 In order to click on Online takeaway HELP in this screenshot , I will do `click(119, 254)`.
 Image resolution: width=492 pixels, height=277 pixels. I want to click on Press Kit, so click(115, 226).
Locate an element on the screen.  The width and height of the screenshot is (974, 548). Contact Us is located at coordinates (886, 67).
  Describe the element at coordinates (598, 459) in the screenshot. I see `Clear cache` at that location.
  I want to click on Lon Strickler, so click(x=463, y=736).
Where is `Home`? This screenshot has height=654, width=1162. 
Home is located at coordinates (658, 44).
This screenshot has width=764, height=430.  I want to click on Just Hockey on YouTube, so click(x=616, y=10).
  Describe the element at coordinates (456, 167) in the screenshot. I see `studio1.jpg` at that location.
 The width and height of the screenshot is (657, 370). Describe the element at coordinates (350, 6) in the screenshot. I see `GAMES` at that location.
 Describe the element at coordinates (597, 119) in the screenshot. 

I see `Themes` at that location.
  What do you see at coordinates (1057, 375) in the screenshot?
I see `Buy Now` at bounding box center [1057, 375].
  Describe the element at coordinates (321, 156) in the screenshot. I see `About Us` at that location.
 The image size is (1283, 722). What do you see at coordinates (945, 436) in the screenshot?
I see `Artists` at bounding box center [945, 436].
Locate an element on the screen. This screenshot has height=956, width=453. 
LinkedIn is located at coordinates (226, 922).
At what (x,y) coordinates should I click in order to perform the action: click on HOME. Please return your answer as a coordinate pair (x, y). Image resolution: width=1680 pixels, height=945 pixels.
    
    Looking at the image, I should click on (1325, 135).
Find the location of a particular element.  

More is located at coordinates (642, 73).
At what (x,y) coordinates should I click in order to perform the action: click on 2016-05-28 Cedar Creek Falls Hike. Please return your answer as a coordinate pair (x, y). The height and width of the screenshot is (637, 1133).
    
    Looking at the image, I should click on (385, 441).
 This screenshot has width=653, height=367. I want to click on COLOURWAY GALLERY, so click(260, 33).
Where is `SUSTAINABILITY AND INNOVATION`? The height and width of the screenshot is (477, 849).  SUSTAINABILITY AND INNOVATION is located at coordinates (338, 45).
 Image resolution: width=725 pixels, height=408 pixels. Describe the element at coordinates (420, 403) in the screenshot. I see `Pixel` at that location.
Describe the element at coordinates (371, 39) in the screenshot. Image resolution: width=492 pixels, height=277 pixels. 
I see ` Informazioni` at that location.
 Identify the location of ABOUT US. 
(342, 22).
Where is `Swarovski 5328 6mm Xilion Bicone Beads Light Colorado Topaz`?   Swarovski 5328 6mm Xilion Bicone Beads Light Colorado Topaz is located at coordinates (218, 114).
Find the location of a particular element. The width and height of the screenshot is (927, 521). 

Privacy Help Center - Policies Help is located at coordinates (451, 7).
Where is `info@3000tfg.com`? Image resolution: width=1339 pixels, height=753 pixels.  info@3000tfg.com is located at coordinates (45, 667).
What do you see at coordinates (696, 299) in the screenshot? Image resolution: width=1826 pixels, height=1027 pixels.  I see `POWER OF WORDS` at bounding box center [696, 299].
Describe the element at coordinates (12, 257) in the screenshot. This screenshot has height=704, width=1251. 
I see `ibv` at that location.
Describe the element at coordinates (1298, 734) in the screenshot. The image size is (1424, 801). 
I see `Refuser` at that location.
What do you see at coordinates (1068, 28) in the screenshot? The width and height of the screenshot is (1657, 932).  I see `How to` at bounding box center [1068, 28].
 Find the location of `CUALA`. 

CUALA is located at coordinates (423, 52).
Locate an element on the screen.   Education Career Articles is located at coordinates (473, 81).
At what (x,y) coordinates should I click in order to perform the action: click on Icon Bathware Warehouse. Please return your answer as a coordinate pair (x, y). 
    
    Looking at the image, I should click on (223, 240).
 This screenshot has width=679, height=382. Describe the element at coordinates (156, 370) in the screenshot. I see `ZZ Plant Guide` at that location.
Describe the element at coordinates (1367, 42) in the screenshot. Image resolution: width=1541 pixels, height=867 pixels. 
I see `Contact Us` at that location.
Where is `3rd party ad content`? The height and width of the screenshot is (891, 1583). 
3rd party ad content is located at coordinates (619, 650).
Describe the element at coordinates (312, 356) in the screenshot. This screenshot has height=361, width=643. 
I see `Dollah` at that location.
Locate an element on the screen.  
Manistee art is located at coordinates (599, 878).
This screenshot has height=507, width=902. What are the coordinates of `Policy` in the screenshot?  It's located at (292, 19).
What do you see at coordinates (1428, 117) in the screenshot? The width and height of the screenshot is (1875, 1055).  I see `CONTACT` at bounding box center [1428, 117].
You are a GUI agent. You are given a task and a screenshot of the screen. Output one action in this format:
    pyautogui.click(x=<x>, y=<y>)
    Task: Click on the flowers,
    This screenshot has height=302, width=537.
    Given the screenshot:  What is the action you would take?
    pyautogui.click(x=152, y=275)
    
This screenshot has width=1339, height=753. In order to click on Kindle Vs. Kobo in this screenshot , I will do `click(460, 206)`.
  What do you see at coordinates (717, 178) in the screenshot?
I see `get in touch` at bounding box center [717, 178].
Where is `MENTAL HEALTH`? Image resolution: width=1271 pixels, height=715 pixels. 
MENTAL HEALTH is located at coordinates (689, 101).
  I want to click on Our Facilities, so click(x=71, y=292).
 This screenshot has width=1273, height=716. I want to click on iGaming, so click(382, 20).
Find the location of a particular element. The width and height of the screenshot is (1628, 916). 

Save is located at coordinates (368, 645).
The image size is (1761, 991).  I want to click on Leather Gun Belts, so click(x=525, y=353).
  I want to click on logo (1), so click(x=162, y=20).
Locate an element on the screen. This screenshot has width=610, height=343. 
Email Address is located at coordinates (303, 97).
- - - - -
YOUR INSTRUCTIONS: Copy out, word for word, the part of the entries above that begins at the line with "Describe the element at coordinates (312, 356)" and ends at the line with "This screenshot has height=507, width=902.", including both.

ANSWER SPACE:
Describe the element at coordinates (312, 356) in the screenshot. This screenshot has height=361, width=643. 
I see `Dollah` at that location.
Locate an element on the screen.  
Manistee art is located at coordinates (599, 878).
This screenshot has height=507, width=902. What are the coordinates of `Policy` in the screenshot?  It's located at (292, 19).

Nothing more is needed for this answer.